I know McDonald’s introduced the Egg McMuffin in the early 1970s, but I don’t think I became aware of it as a breakfast option until the late '70s or early 1980s. And for a while after that, it seemed to be a McDonald’s-only thing.
It was only a bit after that that McDonald’s competitors started introducing grilled egg sandwich-type items for breakfast, like Crossandwiches, etc.
It wasn’t until the late 1990s that it seemed to me that egg breakfast sandwiches–defined as cooked egg with cheese and meat (ham, sausage, bacon, etc.) inside bread (English muffins, toast, croissants, etc.) became standard at any cafeteria-style grill, and appeared in some form on almost any breakfast menu.
Does this timeline represent the advent of grilled egg breakfast sandwiches for anyone else? Or did they become a staple much earlier than I experienced?
If by grilled you mean fried, then they have been around since forever, although probably not on an English muffin or croissant. My grandmother, born in the nineteenth century, used to make them for me regularly.
Wikipedia says that the Egg McMuffin was based on Eggs Benedict, which has been around since the 19th century.
Fried egg rolls have been around in Britain for who knows how long; you can see a character eating one in the film Quadrophenia in 1979, set 15 years previously.
Well, fried or scrambled. But my point was to distinguish it from things like egg salad. The bread and the eggs and other ingredients are usually cooked on a grill, although I guess they don’t necessarily have to be.
Well, Eggs Benedict is clearly not a sandwich, and it’s generally served in upper-scale restaurants, not in cafeterias and breakfast stands.
I’ve never encountered that. Is it basically of the form that you would call a sandwich?
Yes, a roll is pretty much the same as what you put a hamburger in (we often call them hamburger rolls rather than ‘buns’). Look up ‘bacon roll’ and imagine fried egg inside it instead.
I know I ate many, many fried egg sandwiches starting in the 1950s. Usually at home. I guess I don’t remember ordering them in a diner, but I certainly ordered fried eggs and toast and constructed them on an ad hoc basis.
Another variation, popular in Chicago, is the pepper and egg sandwich. It’s particularly a staple here during Lent, for Catholics who are abstaining from meat on Fridays.
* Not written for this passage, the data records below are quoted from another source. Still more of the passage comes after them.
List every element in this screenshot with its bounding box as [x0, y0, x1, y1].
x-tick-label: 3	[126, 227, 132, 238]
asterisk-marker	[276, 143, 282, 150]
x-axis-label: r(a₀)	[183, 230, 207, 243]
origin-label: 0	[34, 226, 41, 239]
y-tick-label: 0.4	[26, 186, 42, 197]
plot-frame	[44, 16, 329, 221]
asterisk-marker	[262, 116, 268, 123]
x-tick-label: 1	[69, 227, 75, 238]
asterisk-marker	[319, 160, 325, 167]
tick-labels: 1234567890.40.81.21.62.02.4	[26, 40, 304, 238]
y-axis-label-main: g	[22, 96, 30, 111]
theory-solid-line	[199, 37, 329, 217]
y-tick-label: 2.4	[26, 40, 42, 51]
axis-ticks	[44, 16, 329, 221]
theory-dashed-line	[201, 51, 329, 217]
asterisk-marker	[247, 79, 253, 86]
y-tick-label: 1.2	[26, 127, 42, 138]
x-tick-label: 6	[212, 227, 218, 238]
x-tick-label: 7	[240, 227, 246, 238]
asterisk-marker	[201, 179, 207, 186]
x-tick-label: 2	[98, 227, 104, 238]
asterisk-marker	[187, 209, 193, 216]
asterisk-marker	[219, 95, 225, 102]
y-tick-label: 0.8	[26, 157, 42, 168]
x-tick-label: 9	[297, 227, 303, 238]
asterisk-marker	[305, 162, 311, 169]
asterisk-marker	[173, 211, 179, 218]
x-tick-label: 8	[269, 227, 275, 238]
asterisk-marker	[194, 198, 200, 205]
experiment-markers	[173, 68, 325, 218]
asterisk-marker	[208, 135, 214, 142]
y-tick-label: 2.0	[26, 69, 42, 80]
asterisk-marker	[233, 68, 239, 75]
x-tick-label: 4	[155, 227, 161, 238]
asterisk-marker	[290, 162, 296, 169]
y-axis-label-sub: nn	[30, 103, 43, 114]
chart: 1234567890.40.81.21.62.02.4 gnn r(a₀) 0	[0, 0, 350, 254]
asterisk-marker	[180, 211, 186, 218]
I’m not sure how long ago the sandwich was invented, but it’s been a thing here at least since the late '80s, when I moved to Chicago, and I suspect it’s considerably older than that.
I’m surprised, because before Egg McMuffins and its subsequent competitors became common, I had never encountered a breakfast egg sandwich, and certainly not a home made one.
Every home made breakfast I had seen before that had the eggs, toast, and breakfast meats served separately on a plate.
probably since forever, since the Egg McMuffin (and competitors’ versions) have been around longer than me.
however, the best breakfast sandwiches I’ve had came from the (now closed) greasy spoon next door to the garage I worked at in high school and college. it was just a fried egg (hard), strips of bacon, slice of american cheese, sprinkle of black pepper in two slices of buttered toast. but it was way better than any fast food thing.
Fried egg sandwiches (or fried egg butties) have been a staple of English breakfast times for as long as anyone can remember. You can eat them at any time but it’s most common to have them at breakfast time. Cafes (not cafés, there’s a difference) have always sold them. Don’t diners do that in the US too?
New York City has been putting two scrambled eggs on a roll along with bacon (or ham, sausage) and melted cheese for ages. Newbies who move from California’s eyes regularly bug out at this fairly obvious sandwich.
Do hard-boiled eggs count? Because a popular Israeli sandwich is called a “Sabich”, and it consists of a pita stuffed with hard-boiled eggs, fried eggplants, a cucumber, onion and tomato salad, tahini and mango sauce.